You’re no doubt familiar with this Term’s Supreme Court case involving a constitutional challenge to an “unprecedented” recent federal law. According to the challengers, the new statute exceeds Congress’s Article I power. Although Congress had long regulated the relevant kind of activity for economic reasons, for the first time it tried something new. Specifically, It tried to force people who were outside the zone of that activity to come back into it and face regulation (and potential penalties) under federal law.
According to the challengers, this unprecedented step simply goes to far and exceeds Congress’s limited powers. Once people are in the zone of freedom outside the scope of federal power, they argued, Congress cannot take the unprecedented step of forcing them back into being regulated by federal law.
Initially, this argument struck many as unlikely to succeed. But prompted in part by the advocacy of a prominent law professor, it became seen by some as serious and mainstream. To be sure, there were precedents that pointed the other way. Indeed, the law professor had himself argued a prior case that raised some similar issues a few years ago, and in that case the Supreme Court had rejected the challenge. But the challengers had a way of reading that earlier precedent (and others) in a way that they felt supported their claim and opened the door this time. When the Supreme Court agreed to hear the case, the challenge seemed to have a real chance.
That’s the case, anyway. I’m sure you’re all familiar with it. Now let me make a prediction. This coming summer, looking back on the current Supreme Court Term, analysts will report that the Supreme Court rejected the challenge and upheld the law as within Congress’s power. According to the Court’s decision, Article I “empowers Congress to determine the . . . regimes that, overall, in that body’s judgment, will serve the ends” of Article I’s grants of power. Nothing in the text of Article I suggests the distinction that the challengers attempted to draw, the Court will note. And the challenge therefore was doomed under the rational basis test: Congress could have rationally concluded that it was helpful to regulate the unprecedented space that was previously beyond Congressional regulation to avoid a market distortion that would otherwise result. The majority opinion will conclude:
[This statute] lies well within the ken of the political branches. It is our obligation, of course, to determine whether the action Congress took, wise or not, encounters any constitutional shoal. For the reasons stated, we are satisfied it does not.
Two Justices will dissent, one of which is Justice Alito.
How can I be so confident in my prediction? Because the Supreme Court handed down its decision on Wednesday, in Golan v. Holder.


» **Task objective**: Below are the records; work out how many lines among them contain "button", and write nothing besides that number.

________________________

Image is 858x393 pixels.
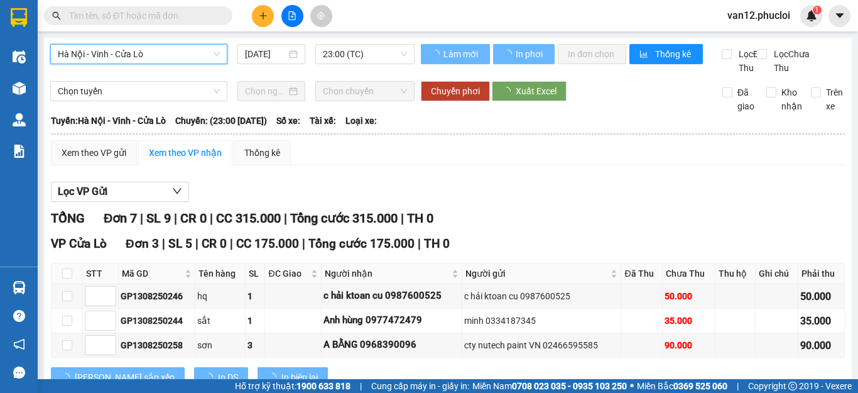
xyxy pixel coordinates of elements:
[288,11,297,20] span: file-add
[282,370,318,384] span: In biên lai
[246,263,265,284] th: SL
[197,314,243,327] div: sắt
[630,44,703,64] button: bar-chartThống kê
[324,313,460,328] div: Anh hùng 0977472479
[245,84,287,98] input: Chọn ngày
[175,114,267,128] span: Chuyến: (23:00 [DATE])
[806,10,818,21] img: icon-new-feature
[297,381,351,391] strong: 1900 633 818
[51,211,85,226] span: TỔNG
[829,5,851,27] button: caret-down
[282,5,304,27] button: file-add
[245,47,287,61] input: 13/08/2025
[204,373,218,381] span: loading
[13,310,25,322] span: question-circle
[324,288,460,304] div: c hải ktoan cu 0987600525
[401,211,404,226] span: |
[655,47,693,61] span: Thống kê
[13,281,26,294] img: warehouse-icon
[13,50,26,63] img: warehouse-icon
[52,11,61,20] span: search
[418,236,421,251] span: |
[235,379,351,393] span: Hỗ trợ kỹ thuật:
[83,263,119,284] th: STT
[119,333,195,358] td: GP1308250258
[268,266,309,280] span: ĐC Giao
[13,366,25,378] span: message
[789,381,797,390] span: copyright
[310,5,332,27] button: aim
[51,116,166,126] b: Tuyến: Hà Nội - Vinh - Cửa Lò
[259,11,268,20] span: plus
[172,186,182,196] span: down
[302,236,305,251] span: |
[360,379,362,393] span: |
[640,50,650,60] span: bar-chart
[801,313,843,329] div: 35.000
[162,236,165,251] span: |
[630,383,634,388] span: ⚪️
[195,236,199,251] span: |
[777,85,807,113] span: Kho nhận
[815,6,819,14] span: 1
[146,211,171,226] span: SL 9
[516,84,557,98] span: Xuất Excel
[122,266,182,280] span: Mã GD
[346,114,377,128] span: Loại xe:
[466,266,608,280] span: Người gửi
[121,314,193,327] div: GP1308250244
[317,11,325,20] span: aim
[674,381,728,391] strong: 0369 525 060
[621,263,663,284] th: Đã Thu
[756,263,799,284] th: Ghi chú
[464,314,619,327] div: minh 0334187345
[325,266,449,280] span: Người nhận
[51,367,185,387] button: [PERSON_NAME] sắp xếp
[512,381,627,391] strong: 0708 023 035 - 0935 103 250
[276,114,300,128] span: Số xe:
[244,146,280,160] div: Thống kê
[799,263,845,284] th: Phải thu
[769,47,812,75] span: Lọc Chưa Thu
[464,289,619,303] div: c hải ktoan cu 0987600525
[290,211,398,226] span: Tổng cước 315.000
[62,146,126,160] div: Xem theo VP gửi
[371,379,469,393] span: Cung cấp máy in - giấy in:
[665,289,713,303] div: 50.000
[218,370,238,384] span: In DS
[180,211,207,226] span: CR 0
[119,284,195,309] td: GP1308250246
[665,314,713,327] div: 35.000
[236,236,299,251] span: CC 175.000
[813,6,822,14] sup: 1
[407,211,434,226] span: TH 0
[197,289,243,303] div: hq
[734,47,767,75] span: Lọc Đã Thu
[516,47,545,61] span: In phơi
[13,113,26,126] img: warehouse-icon
[834,10,846,21] span: caret-down
[248,314,263,327] div: 1
[444,47,480,61] span: Làm mới
[121,338,193,352] div: GP1308250258
[174,211,177,226] span: |
[492,81,567,101] button: Xuất Excel
[421,44,490,64] button: Làm mới
[119,309,195,333] td: GP1308250244
[431,50,442,58] span: loading
[801,288,843,304] div: 50.000
[104,211,137,226] span: Đơn 7
[737,379,739,393] span: |
[801,337,843,353] div: 90.000
[258,367,328,387] button: In biên lai
[718,8,801,23] span: van12.phucloi
[503,50,514,58] span: loading
[464,338,619,352] div: cty nutech paint VN 02466595585
[197,338,243,352] div: sơn
[75,370,175,384] span: [PERSON_NAME] sắp xếp
[230,236,233,251] span: |
[323,45,407,63] span: 23:00 (TC)
[51,182,189,202] button: Lọc VP Gửi
[473,379,627,393] span: Miền Nam
[168,236,192,251] span: SL 5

________________________

» **Completed exercise**: 9